From lake to rolling pin: pasta by hand

One thread runs through missoltini, polenta and risotto: each is born of a manual, patient gesture made of time and hands. Fresh pasta rolled by hand belongs to the same family. It is not a lake dish in the strict sense, but it is the most universal of Italian traditions — and the one you can genuinely learn in a few hours. Our resident chef trained at Rina Poletti’s Accademia della Sfoglia, and in the class she teaches you to roll the sfoglia with a rolling pin, no machine.

The class runs about 3 hours, in small groups of up to 12, a short walk from Como’s historic centre, and includes a spritz lesson — you build your own Aperol or Campari spritz and enjoy it as your aperitivo — the meal you cook with wine and, for dessert, gelato topped with a few drops of Traditional Balsamic of Modena DOP. You choose the pasta you want: from tagliatelle with fresh tomato to tagliatelle with ragù Bolognese, from green ravioloni with ricotta to farfalle and garganelli.

Key takeaways

  • Missoltini are agoni (shad) salted and sun-dried, served with polenta.
  • Perch risotto joins the plain’s rice and the lake’s fish, with butter and sage.
  • Polenta uncia and the toc are the lake’s polentas, with butter and cheese.
  • Among the cheeses: zincarlin (spiced, from the Valle di Muggio) and sèmuda (gentle, table).
  • Always check seasonality, opening hours and recent reviews of local eateries.
  • Hand-made pasta is the tradition you can learn in person, in a 3-hour class.

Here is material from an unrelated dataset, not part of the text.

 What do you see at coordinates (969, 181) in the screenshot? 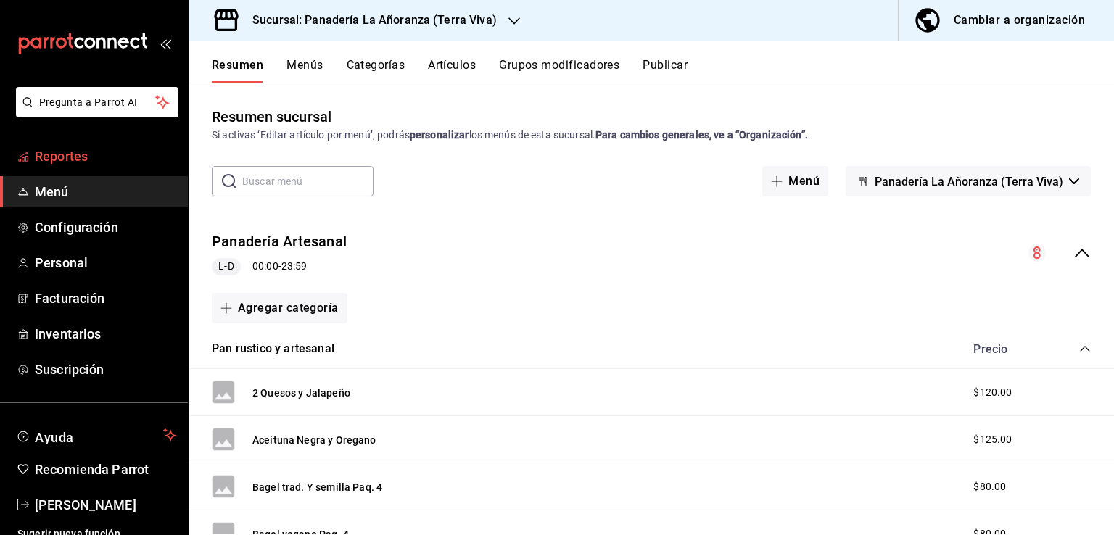
I see `span: Panadería La Añoranza (Terra Viva)` at bounding box center [969, 181].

Learn a gesture of the territory

Tasting the lake’s dishes is only half the journey; the other half is making one with your own hands. See how it works, read the FAQ, or give the experience with a gift voucher. To understand our teaching philosophy, take a look at the pasta school in Como.

Book a cooking class in Como

€150 per person, ~3 hours, groups of up to 12: hand-rolled pasta, a spritz lesson and gelato with balsamic DOP, a short walk from the centre.